Monday, 30 April 2012

Ministers... they're always so rash



The first thing that strikes any observer about the Jeremy Hunt (above) imbroglio at the moment - so little commented on by the press - is just how rash and reckless our governors must be.

The Prime Minister appointed him to make a judgement on a matter the new Secretary of State's opinions were crystal clear about. He was allowed to walk into a so-called quasi-judicial role that was always going to cause him and the Government a whole heap of trouble. Then - at the very, very least - he was completely ignorant as his Special Adviser sent a stream of deeply embarrassing and deeply compromising emails to the very people he was supposed to be sitting in judgement on.

Crazy stuff. And it might well still bring him down, despite David Cameron's furious, red-faced and rather swivel-eyed defence of his Minister today in the Commons.

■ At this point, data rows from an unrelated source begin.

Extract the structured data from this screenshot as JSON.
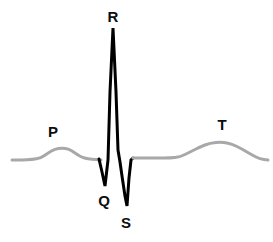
{
  "figure": {
    "background_color": "#ffffff",
    "width": 273,
    "height": 242
  },
  "style": {
    "baseline_color": "#a8a8a8",
    "qrs_color": "#000000",
    "label_color": "#0d0d0d",
    "baseline_stroke_width": 3,
    "qrs_stroke_width": 3
  },
  "labels": [
    {
      "id": "p",
      "text": "P",
      "x": 53,
      "y": 131
    },
    {
      "id": "q",
      "text": "Q",
      "x": 104,
      "y": 200
    },
    {
      "id": "r",
      "text": "R",
      "x": 113,
      "y": 16
    },
    {
      "id": "s",
      "text": "S",
      "x": 126,
      "y": 222
    },
    {
      "id": "t",
      "text": "T",
      "x": 222,
      "y": 124
    }
  ],
  "chart_data": {
    "type": "line",
    "xlabel": "",
    "ylabel": "",
    "grid": false,
    "legend": "none",
    "annotations": [
      "P",
      "Q",
      "R",
      "S",
      "T"
    ],
    "baseline_y": 158,
    "series": [
      {
        "name": "baseline-p-segment",
        "color": "#a8a8a8",
        "points": [
          [
            12,
            160
          ],
          [
            22,
            160
          ],
          [
            32,
            159.5
          ],
          [
            41,
            158
          ],
          [
            48,
            153
          ],
          [
            55,
            149
          ],
          [
            62,
            148
          ],
          [
            69,
            149
          ],
          [
            75,
            153
          ],
          [
            81,
            157
          ],
          [
            88,
            159
          ],
          [
            96,
            159.5
          ],
          [
            101,
            160
          ]
        ]
      },
      {
        "name": "qrs-complex",
        "color": "#000000",
        "points": [
          [
            99,
            159
          ],
          [
            102,
            172
          ],
          [
            105,
            186
          ],
          [
            108,
            160
          ],
          [
            110,
            92
          ],
          [
            113,
            28
          ],
          [
            116,
            92
          ],
          [
            118,
            150
          ],
          [
            120,
            162
          ],
          [
            122,
            176
          ],
          [
            125,
            196
          ],
          [
            127,
            206
          ],
          [
            129,
            178
          ],
          [
            131,
            160
          ],
          [
            133,
            158
          ]
        ]
      },
      {
        "name": "st-t-segment",
        "color": "#a8a8a8",
        "points": [
          [
            133,
            158
          ],
          [
            145,
            158
          ],
          [
            158,
            158
          ],
          [
            170,
            158
          ],
          [
            180,
            157
          ],
          [
            190,
            152
          ],
          [
            200,
            147
          ],
          [
            210,
            143
          ],
          [
            222,
            142
          ],
          [
            232,
            144
          ],
          [
            242,
            149
          ],
          [
            252,
            155
          ],
          [
            260,
            159
          ],
          [
            268,
            160
          ]
        ]
      }
    ]
  }
}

But is this unusual, strange or new? Not a bit of it. What about Hugh Dalton, who told a journalist the key to his Budget while he was walking to deliver it in 1947? What about John Profumo, who lied to both the Prime Minister and the House of Commons when it became dreadfully clear that he had been pursuing an affair with a prostitute who was also sleeping with the Russian Naval Attache in London? What about David Willetts (now a Minister again, of course), who placed indelicate pressure on a supposedly-neutral Parliamentary Committee? Or Peter Mandelson, borrowing money for a mortgage from a fellow Minister and 'omitting' to tell his Permanent Secretary (or his mortage company) about the loan?

I fear that even the internet couldn't contain all the words I could spew if I went on. And on.

Jeremy Hunt, reckless? You bet. Is there anything new in this? Sorry, no.